Considering the delighted response it elicited at its Cinematheque screening last week, it’s understandable that Stephen Teo (senses of cinema) has described Otto Preminger’s Bunny Lake Is Missing (1965) as an “underrated masterpiece”. A critical and commercial failure upon its release, the film does occasionally veer in the direction of camp (see: the leering landlord played by Noel Coward,who assumably spent his off-screen time flossing bits of scenery from his teeth). Yet Bunny Lake ultimately offers an absorbing and deeply unsettling depiction of madness, one that merits far more critical attention and acclaim than it seems to have garnered.
Bunny Lake shares much in common with the second half of the Cinematheque double-bill, Michelangelo Antonioni’s oft discussed and lavishly praised Blow-Up (1966); both films are psychological studies that cast doubt on their protagonist or central event. Here, American expat Ann Lake (Carol Lynley) drops her daughter Bunny off at school. When she arrives to pick her up, Bunny is nowhere to be found; moreover, no one at the school remembers seeing her. A search for the child commences, spearheaded by Inspector Newhouse (Laurence Olivier) and aided by Ann’s protective older brother Steven (Keir Dullea), but no clues are unearthed. Newhouse begins to doubt the child’s existence, and the focus of the investigation shifts from Bunny’s whereabouts to the mental state of her mother.
Strikingly, while Ann's sanity is ostensibly the focus of the film, none of the characters in Bunny Lake seem to have a firm grasp on reality. There are obvious examples of eccentricity; for example, Martita Hunt’s retired schoolteacher who studies recordings of children’s nightmares. But there are less overt examples as well; consider Anna Massey’s pursed-lipped schoolmarm, who responds to the news of a missing child not with horror at her own negligence but with irritation at the inconvenience of it. As the film progresses, we see that the London of Bunny Lake is overrun by bizarre characters whose behavior is at best unusual.

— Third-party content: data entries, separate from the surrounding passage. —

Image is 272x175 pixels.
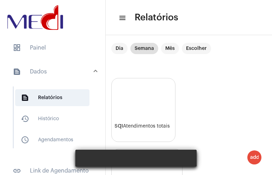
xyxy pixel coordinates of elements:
span: Relatórios [15,89,89,106]
mat-chip: Semana [130,43,158,54]
mat-icon: sidenav icon [21,94,29,102]
mat-chip: Mês [161,43,179,54]
mat-icon: square [114,122,123,131]
span: Agendamentos [15,132,89,149]
mat-icon: sidenav icon [13,68,21,76]
mat-chip: Escolher [182,43,211,54]
mat-icon: sidenav icon [21,136,29,144]
mat-icon: sidenav icon [118,14,125,22]
mat-icon: sidenav icon [21,115,29,123]
span: Atendimentos totais [114,122,175,131]
div: sidenav iconDados [4,83,105,158]
mat-expansion-panel-header: sidenav iconDados [4,61,105,83]
mat-panel-title: Dados [13,68,94,76]
span: Relatórios [135,12,178,23]
span: Painel [7,39,98,56]
mat-icon: sidenav icon [13,167,21,175]
mat-chip: Dia [111,43,127,54]
mat-icon: add [250,154,258,162]
img: d3a1b5fa-500b-b90f-5a1c-719c20e9830b.png [6,4,65,32]
span: sidenav icon [13,44,21,52]
span: Histórico [15,111,89,127]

Preminger heightens the discomfiting feel of these characters’ interactions through his taut, theatrical staging. Positioning his actors in stark, angular compositions, Preminger lends an unnatural and disconnected sensibility to the scenes, suggesting that while the characters may interact, they do not communicate. Even Ann and Steven’s scenes together reflect a lack of actual affection or warmth. In one scene, Steven soaks in the bathtub, offering halfhearted sentiments to cheer his sister, and Ann perches on its side, musing to herself; despite their apparent closeness, their comments do not even seem to register with one another.
Naïve, incapable, affectless, Ann Lake is the enigma at the center of this hostile world. Her issues and eccentricities are alluded to but never fully explained-- or worse, explained away. Ann's sanity is by no means confirmed by the film's dizzying finale; any edge she might possess, we sense, is only relative to the panoply of oddballs that surround her. And, in honesty, an absolute confirmation of her sanity would still be cold comfort; after all, she would still be marooned in the middle of a disconnected, dissonant landscape.
In that sense, the film's final shot is deeply unnerving. A shell-shocked Ann carries Bunny away past Steven being loaded into a police car. (This would seem to merit a spoiler alert tag, but even the least astute filmgoer will sense something awry with the doting big brother, thanks to Dullea's wide-eyed and potent performance). As she stumbles off into who-knows-where, a hand gently folds a paper cut-out of a little girl back into place, bringing the screen to black. This gesture signals a conclusion to the film, but not necessarily to the narrative; although BunnyLake has been found, the mental state of her mother troublingly remains unclear, and where they will go next is unknown. But Preminger has blocked our peep-hole into the weird world of Bunny Lake. We have no choice but to leave-- to ponder, debate and try to come to grips with what we have seen.
It is this ambiguity—all the troubling, tantalizing mysteries that the film unearths but leaves unresolved-- that makes Bunny Lake so profoundly unsettling. Ultimately, this film, like Blow-Up, isn't really about what actually happened, or whether its protagonists are crazy or not. As is powerfully articulated in the credit sequences of both films, which play with superimposition and visual effects to suggest ‘what lies beneath', Bunny Lake and Blow-Up are more films about our fear of the darkness that lurks around us; our fear of unearthing something awful that reveals how sordid and sinister the world can be. Preminger masterfully peels back the cover to expose us to that darkness, like picking up a rock to reveal the grubs that writhe in the earth below.